If in the matter of finance the Chinese Government would unquestionably do well to act on the advice of the best foreign expert it can get, it is by no means so certain that it would be wise to follow foreign counsel, with tacit obedience, in all matters affecting social, administrative, or even judicial reform. That changes are urgently needed in certain directions goes without saying; but in view of the impossibility of carrying out extensive legal reforms in China without simultaneously affecting the social organism, perhaps in serious and unexpected ways, it will be well for the stability of the State if amid the contending factions into which the intelligent sections of the country are sure to be divided there may always be one party in the land whose programme will be summed up in the words "Back to Confucius!" That such a call will ever be literally obeyed is quite improbable and certainly undesirable; but it is earnestly to be hoped that however drastic may be the social and political changes that China is destined to undergo her people may never come to regard Confucianism, with all that the term implies, merely as a fossil in the stratum of a dead civilisation.

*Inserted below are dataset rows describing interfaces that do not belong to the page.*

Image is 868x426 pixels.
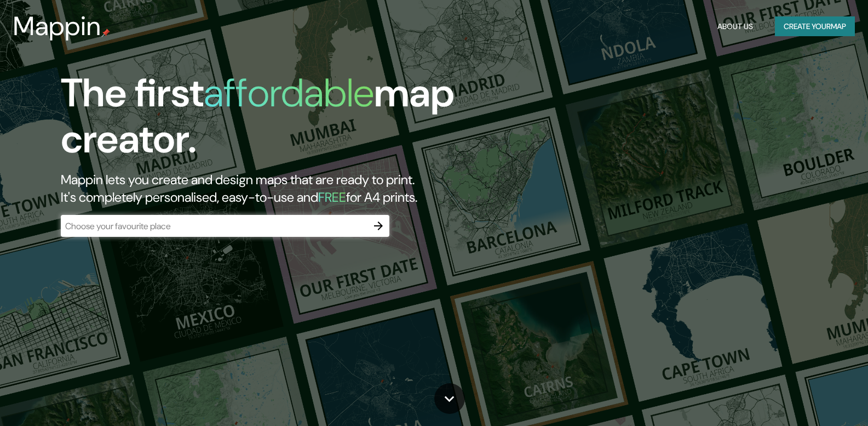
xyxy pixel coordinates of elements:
[318,189,346,206] h5: FREE
[13,10,101,42] h3: Mappin
[101,29,111,37] img: mappin-pin
[204,68,374,118] h1: affordable
[61,219,368,233] input: Choose your favourite place
[61,71,495,171] h1: The first map creator.
[775,16,855,37] button: Create yourmap
[713,16,757,37] button: About Us
[61,171,495,206] h2: Mappin lets you create and design maps that are ready to print. It's completely personalised, eas...
[771,383,856,414] iframe: Help widget launcher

In the course of the foregoing chapters an attempt has been made to show that there is much fundamental soundness in many of China's social institutions, much that it is to the interest of China herself and of the whole world to respect and conserve. It is difficult to say whether China stands at present in greater danger from her own over-enthusiastic revolutionary reformers or from her well-meaning but somewhat ignorant foreign friends who are pressing her to accept Western civilisation with all its political and social machinery and its entire religious and ethical equipment. If ever a State required skilful guidance and wise statesmanship, China needs them now: but wise statesmanship will not consist in tearing up all the old moral and religious sanctions that have been rooted in the hearts of the Chinese people through all the ages of their wonderful history.